The world's most amazing ruins

Whilst you can learn a lot about a country’s past from history books, nothing brings it to life more than walking around the ghost towns that represent once real and prosperous sites and cities. Here are some of the most fascinating ruins on the planet.
 Angkor
Angkor, Cambodia
Made by the Khmer kings in a process taking almost four centuries, Angkor was abandoned and hidden by the forest before being rediscovered by a Frenchman about 150 years ago, and restored into one of the most visited archaeological and artistic sites in the world. It’s a breathtaking complex consisting of hundreds of temples, covering 500 acres. You won’t get around them all, but don’t miss the main Temple of Angkor Wat, which has five main towers reaching 215 feet into the air from its mile-long base, and Angkor Tom – with its imposing statues of 54 gods and 54 demons leading up to the temple.
Ephesus, Turkey
The best-preserved classical city in the eastern Mediterranean, Ephesus is as close a taste you’ll find as to what life was like in Roman times – it was both a great trading city back in its day and a centre for the cult of Cybele, the Anatolian fertility goddess. The impressive Magnesia Gate provides the main entrance to the ancient city, where you’ll walk along marble streets grooved by chariot wheels and see beautiful temples, porticoes, fountains and frescoes as well as the three-storey Library of Celsus, the Temple of Hadrian, the Odeum, the Fountain of Trajan and the Great Theatre.
 Pompeii
Pompeii, Italy
Arguably Italy’s most popular tourist attraction, this city was buried beneath 66 feet of pumice and ash during a long disastrous outbreak of the volcano Mount Vesuvius that continued for almost two days in the year 79 AD. It was then lost for almost 1,600 years before being randomly rediscovered in 1592. Walking the streets of this former city gives you a glimpse of the lives of the people that once inhabited it, complete with homes, theatres, shops and temples.
Great Pyramids & Memphis, Egypt
Of the seven wonders of the ancient world, only the Great Pyramid of Giza remains, and 4,000 years since they were built, it is still being debated by experts how the builders managed to place more than two million stone blocks so perfectly. Since 1979 they’ve been classed as a World Heritage Site along with Memphis - the capital of the Old Kingdom of Egypt. Its ruins live on as an open-air museum, with extraordinary funerary monuments, including rock tombs, temples and pyramids.
Sanchi, India
The best-preserved group of Buddhist monuments in India sits on a flat-topped sandstone hill, 90 metres above the countryside, near the Betwa River. Its major attractions include a number of Buddhist stupas - mound-like structures containing Buddhist relics (including the aptly named Great Stupa) - monasteries, temples and pillars. The structures date back to somewhere between 3rd century BC and 12th century AD. The artistic imagery carved on the pillars and stupas tell stories of Buddha’s life.
 Machu Picchu
Machu Picchu, Peru
Built in the 1400s at the height of the Inca Empire, this complex was abandoned in 1572, as a belated result of the Spanish Conquest. But after being rediscovered in 1911 by an American archaeologist, it is considered today as one of the world’s most spectacular and fascinating marvels. Its 200 buildings surrounded by tropical jungle are nestled a staggering 2430 meters high in the Andes Mountains of Peru and it’s a wonder how the Incas managed to build such an incredible complex so high on the side of a cliff.
Ayutthaya, Thailand
Founded by King Ramathibodi I in 1350, Ayutthaya was once the country’s capital and an internationally renowned bustling metropolis, whose progress is said to have rivalled that of European capitals at the time. That was until the Burmese army burned down the city in 1767. In 1969 the Fine Arts Department began renovating the ruins, and today the debris of the empire's glory forming part of what is now known as the Ayutthaya Historical Park.
Acropolis, Greece
Translating to ‘The Sacred Rock, the high city’, the Acropolis in Athens has retained its splendour; despite its once-pristine temples and gates being battered with thousands of years of wear and destruction. Its prominent architectural landmarks include its monumental entrance the Propylaea, the temple of Athena Nike, which is the earliest Ionic temple on the Acropolis, the Erechtheum (an unusually designed temple located on the north side) and most famously, the Parthenon, considered to be the most significant structure of Classical Greece and one of Europe’s most recognisable landmarks.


> **TASK INSTRUCTIONS**
Everything in the data except the pictures belongs in your answer, copied exactly.
- - - - - - -
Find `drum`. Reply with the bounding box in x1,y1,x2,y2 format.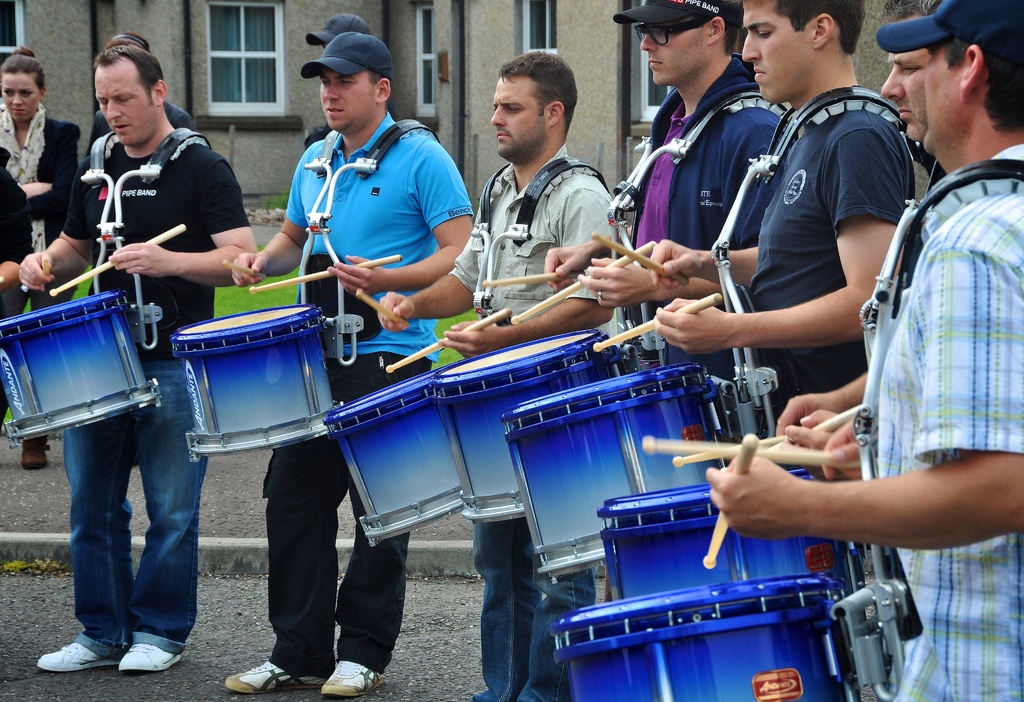
428,329,628,528.
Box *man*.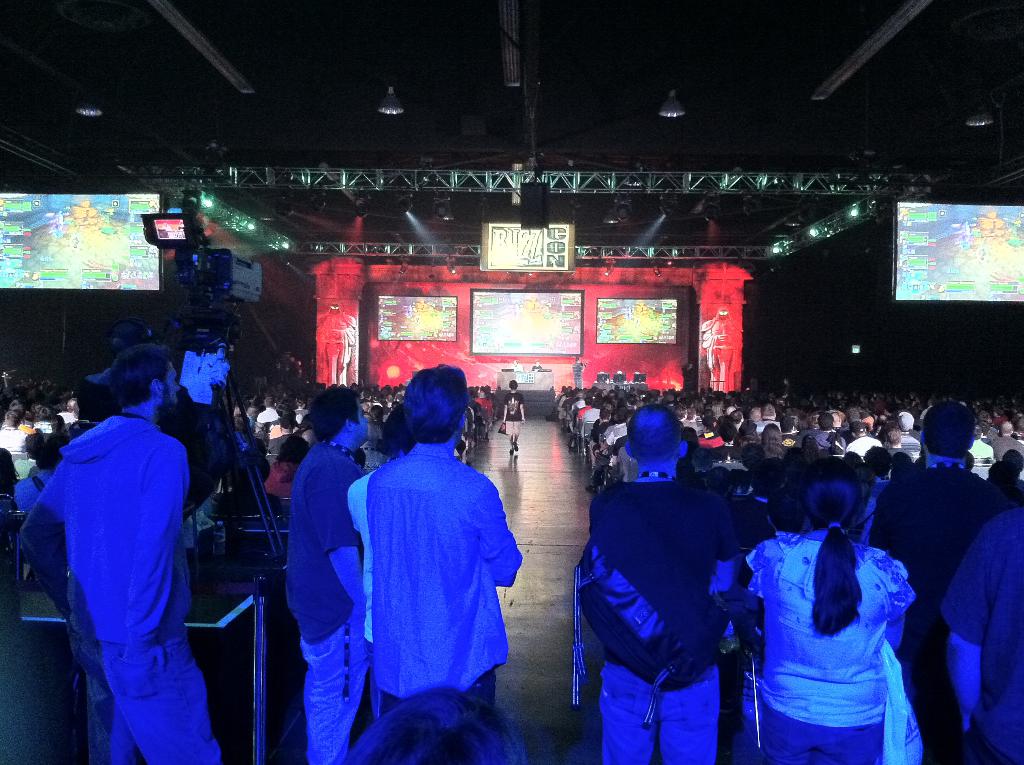
box(0, 409, 28, 459).
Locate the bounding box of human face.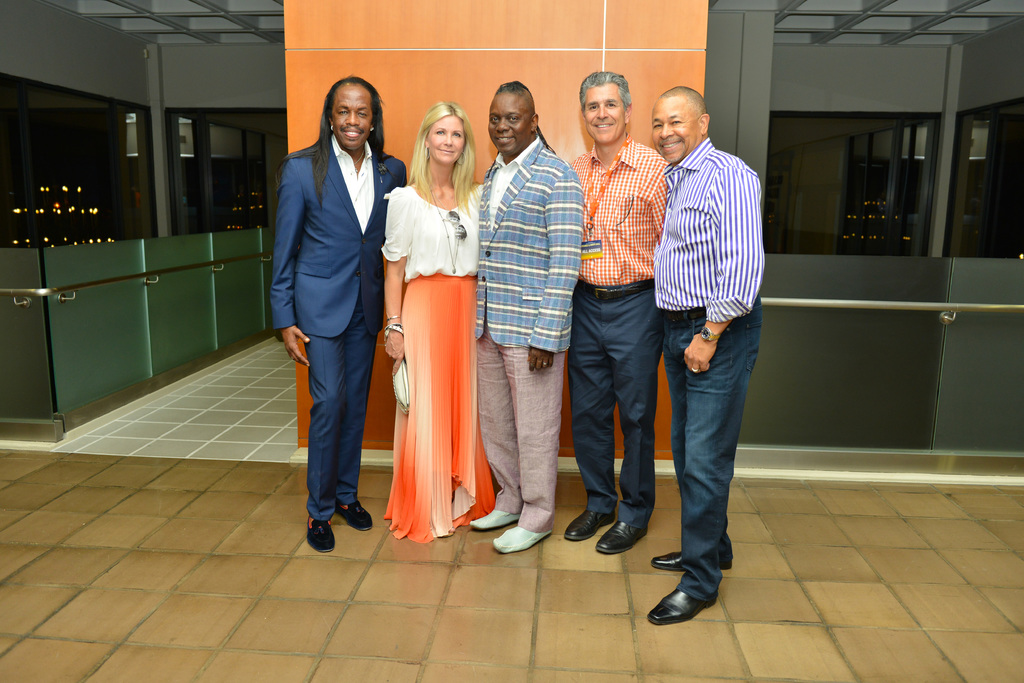
Bounding box: 429/117/466/163.
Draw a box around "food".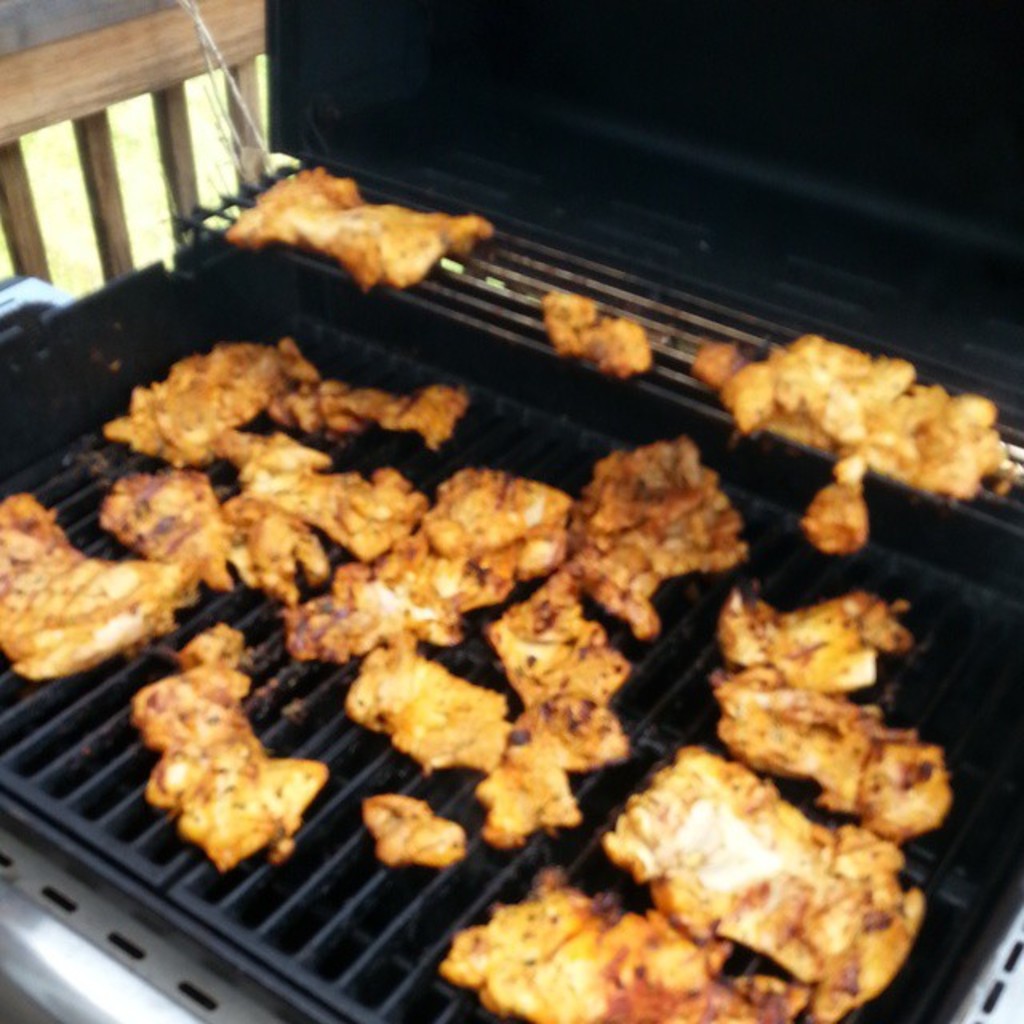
- - - - - - -
> **TASK RESPONSE**
Find `drum`. Reply with the bounding box in x1,y1,x2,y2 format.
428,329,628,528.
Box *man*.
box(0, 409, 28, 459).
Locate the bounding box of human face.
Bounding box: 429/117/466/163.
Draw a box around "food".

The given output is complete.